Wednesday, February 05, 2014

Labor Participation Rate and Bad Cancer Cures

One might be sanguine about our economy if you look at the unemployment rate: It has gone from about 10% back in 2010 steadily downward to 7.5% now. If you look at the labor force participation rate, the story takes on a different hue: We have steadily dropped from around 66% between 2003-2008 to about 63% now. Back in 2006, 66% of the people wanted to work, there was 5% unemployment and so 62.7% were actually working. Now, we have 7.5% unemployment and only 63% participating, so that leaves 58.275% working. If we calculated unemployment using the former participation rate,we would get:

(1-(58.275/66)) X 100 = 11.7%

Some might say that decreased labor participation is good because it gives us a better unemployment rate. I will show why I disagree below.

Unemployment rate: From BLS



Labor force participation rate: From BLS



The recent CBO report on the impact of "Obamacare" says:

CBO estimates that the ACA [Affordable Care Act] will reduce the total number of hours worked, on net, by about 1.5 percent to 2.0 percent during the period from 2017 to 2024, almost entirely because workers will choose to supply less labor—given the new taxes and other incentives they will face and the financial benefits some will receive.
(People like Greg Mankiw (and many others) saw this coming from a long-way off.)

This has been greeted by some as a good thing. Certainly it is possible that some individuals will benefit: Let's say there is a guy who hates his job, doesn't need the money, but did need the health insurance. Let's further assume that now he can get his coverage for free or so cheaply that he could afford it easily. Okay, he is gaining from the new law. But what about society? We lose in two ways: 1. He will no longer provide the valuable work he had been doing. 2. We as a society are now paying for what he had previously provided for himself. Bear in mind that the above was a best-case-scenario. He could have been forced to quit because his employer had cut his pay to provide added benefits due to mandates or because of higher taxes or any number of reasons that leave him worse-off now.

The whole idea of society being better off with fewer people working reminds me of good and bad ways to decrease mortality from cancer.

A good way would be prevention: Get people to stop smoking and lung cancer rates will go down. Another good way is earlier detection and better treatments. But here is a bad way of reducing the rate of cancer deaths to zero: Execute anyone who is diagnosed with cancer. It is a ridiculous idea and yet one cannot deny that it eliminates death from cancer. The problem with it is that it doesn't leave anyone better off than they were before. Similarly, organizing our economy such that fewer people want to work deprives us of productive activities.

All of this leaves aside the non-economic value of work: This was well summed-up in a comment to this post over at MARGINALREVOLUTION: How happy should we be about ACA supply-side responses to work less?

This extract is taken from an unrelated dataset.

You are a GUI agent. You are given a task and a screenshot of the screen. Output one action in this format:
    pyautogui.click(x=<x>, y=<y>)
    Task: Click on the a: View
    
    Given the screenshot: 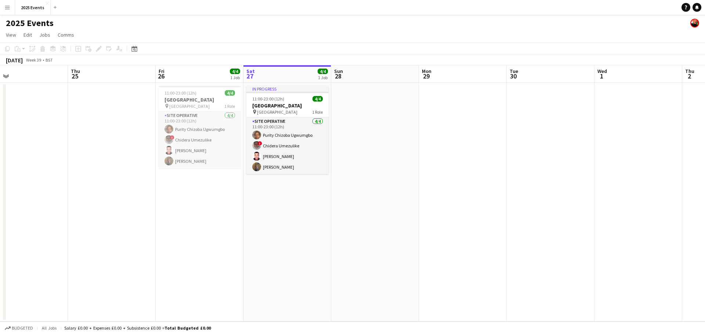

Turkey Vulture February 5, 2014 at 12:06 pm
I really dislike working. I don’t like being tied down, and want to pursue other activities. But at points in my life when I haven’t worked, or have worked minimally, I have tended to just waste time doing nothing of use. And I want to do things, accomplish things, I just don’t. I am lazy, and especially so when I have no immediate need to do anything. This lowers my life satisfaction. But still, even knowing this, if I have a way to get by without having to work, I will be tempted to take it, and probably lose the good habits a regular job can bring.

I think most people are like this, which is why even though I will never pray at the alter of the protestant work ethic, I think that programs that encourage idleness can lead people into a rut from which they won’t have the wherewithal to escape. But hey, maybe everyone else is more of a go-getter than me, and I’m completely off base.

I think Turkey Vulture is correct--and far more honest than most people are about themselves.